Why do you think it is not commonly used?

Many, many applications drive discrete halfbridges from digital circuits..

Or are you talking about audio Class D amplifiers in specific?

Klaus

I am talking about audio amplifiers only.
I think you should agree that it is not very common to drive the mosfets directly from a digital device.
 

Hi,

I think you should agree ..
I already agreed for audio amplifiers and additionally explained why...

Klaus
 

I am talking about audio amplifiers only.
I think you should agree that it is not very common to drive the mosfets directly from a digital device.

I can't see how this is true.

With all the millions of small and cheap digitally based audio today it's cheaper and easier to stay digital rather than convert from digital to analog and then feed an analog modulator.


In DC-DC converters analog modulators probably still dominate but digital control isn't uncommon at all.
 

To translate those amplitude numbers into PWM, you take the sine of the amplitude.
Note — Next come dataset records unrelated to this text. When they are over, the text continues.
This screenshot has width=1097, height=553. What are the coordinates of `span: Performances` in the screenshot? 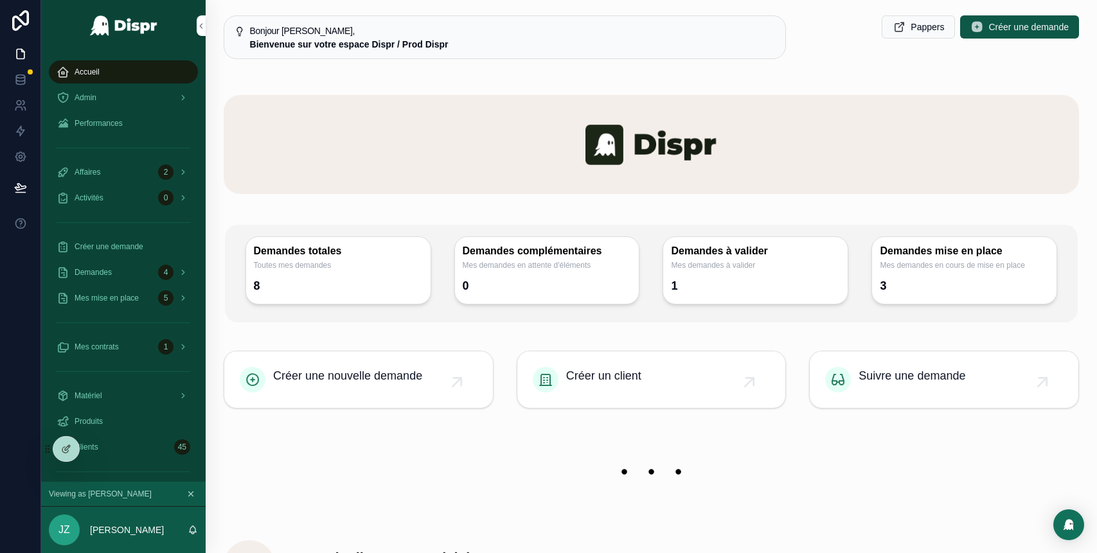 It's located at (98, 123).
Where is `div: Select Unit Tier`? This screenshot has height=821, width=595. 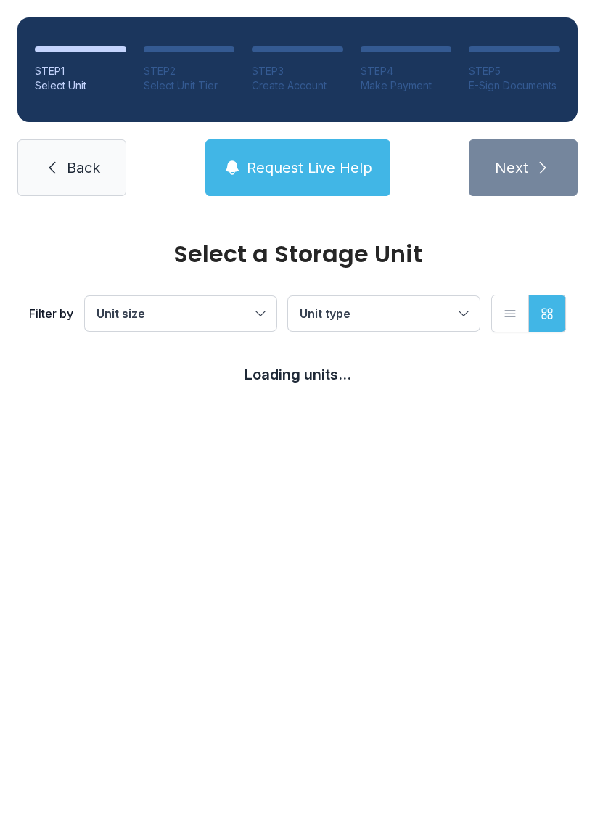 div: Select Unit Tier is located at coordinates (190, 86).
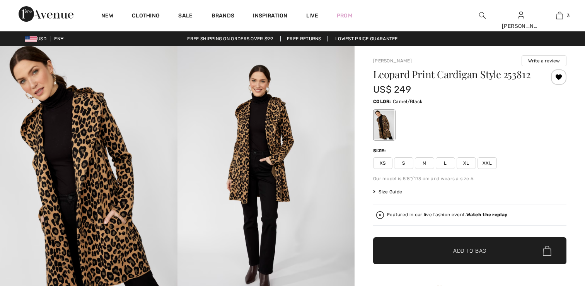 Image resolution: width=585 pixels, height=286 pixels. I want to click on a: Clothing, so click(146, 16).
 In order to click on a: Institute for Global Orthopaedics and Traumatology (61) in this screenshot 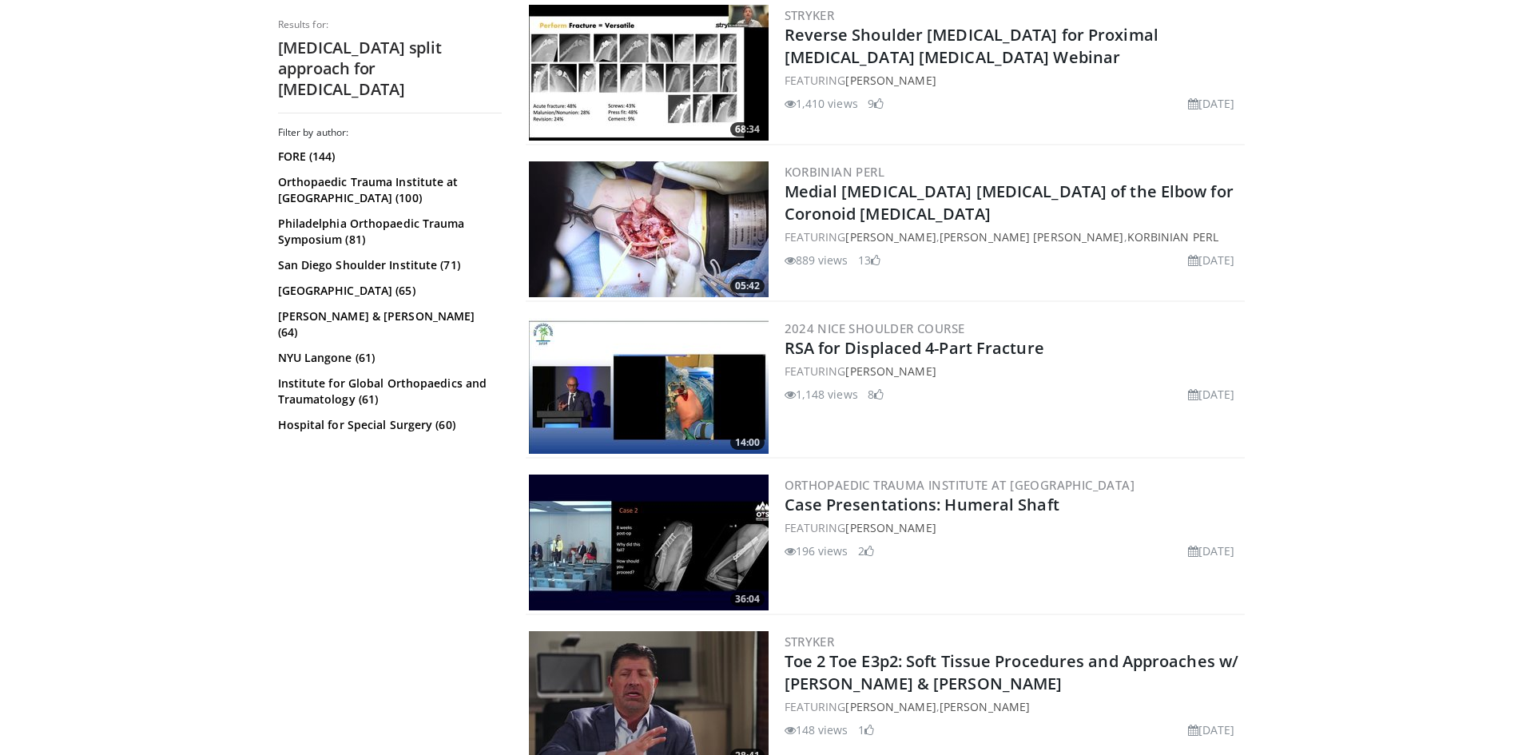, I will do `click(387, 391)`.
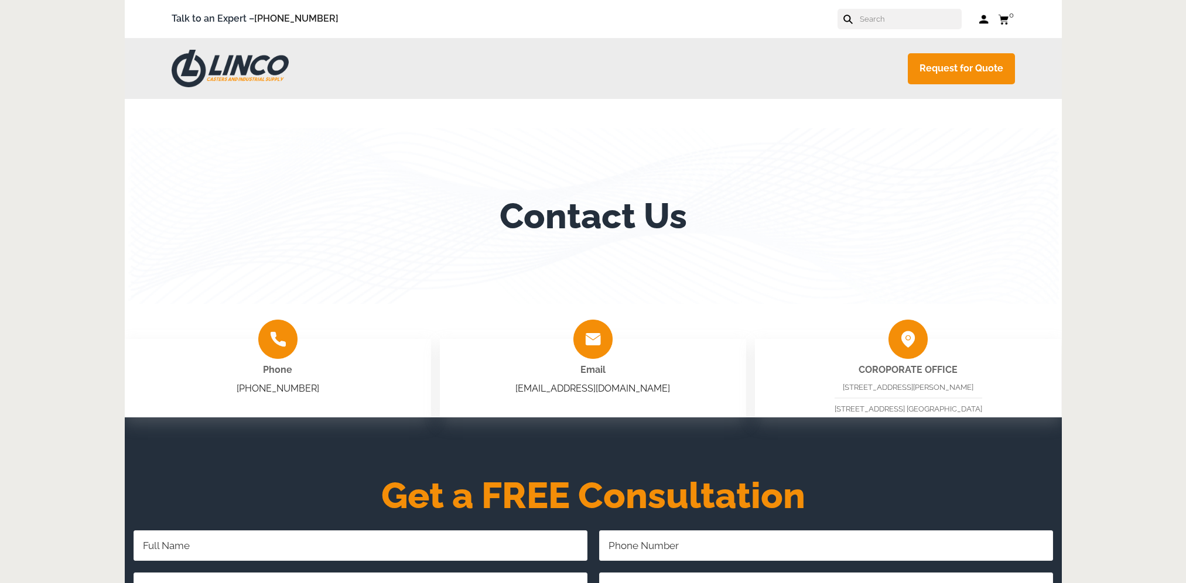 The image size is (1186, 583). What do you see at coordinates (593, 370) in the screenshot?
I see `span: Email` at bounding box center [593, 370].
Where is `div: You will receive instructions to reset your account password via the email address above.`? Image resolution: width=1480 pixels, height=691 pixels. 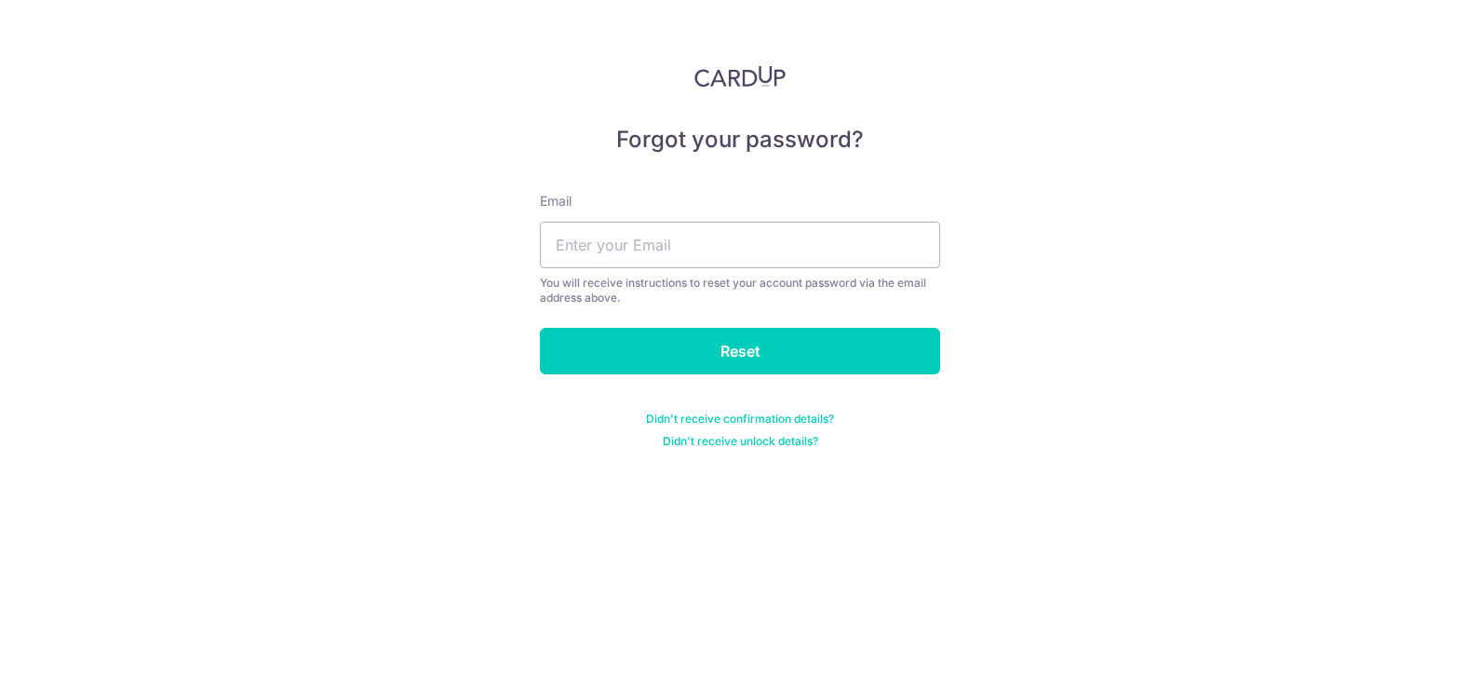 div: You will receive instructions to reset your account password via the email address above. is located at coordinates (740, 290).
Sorry, I stated wrong. Instead...
Given an amplitude value, divide by your desired maximum. The result is a proportion which gives you the relative length of the pulse.

Example:
Carrier frequency 41000 Hz
Carrier period = 1/41000 = 24.39 uSec
16 bits of data=65536 possible values (range of values 0 to 65535)

Divide each datum by 65536 to obtain proportion of pulse length.

Since your supply is 48V, and you want PWM to output a few volts amplitude (say 6v peak-to-peak), then all data is further multiplied by 6/48=.125.

Therefore:
For incoming datum =1, pulse lasts 1 *.125 * 24.39 / 65536 uSec.

For incoming datum =65535, pulse lasts 65535 *.125 * 24.39 /65536 uSec. This is a 48v pulse for 1/8 of the carrier period. If you send them at 41000 Hz, and lo-pass filter, you get smooth 6V output.

A lookup table seems like a speedy method to generate PWM pulses.
 

However, I forgot to mention that the most important reason why I would like to develop it as a full-digital device is that for most of the time the device is silent. The most critical part is the recovery from the mute, which usually is not taken in consideration in commercial class D amplifiers as they are designed in order to output sound all the time, and not being switched on and off continuously. Using a FPGA would allow setting the output in high-Z when not transmitting. Of course there is the problem to do it pop-free.
The TAS5634 is quite slow in the recovery, too. Does this depend on charge pumps? Maybe this can be overcome with dc converters to power high side switches?
If you have novel requirements like this then you should probably provide more detail. Like what sort of pulse shape you want to create (you first mentioned 48Vrms, and then 150-160V....), required bandwidth, the load characteristics, how much ripple/distortion you can tolerate, etc. Off the shelf amplifiers designed for audio applications might not work for you (also note many of them are inherently AC coupled, which might also be a problem).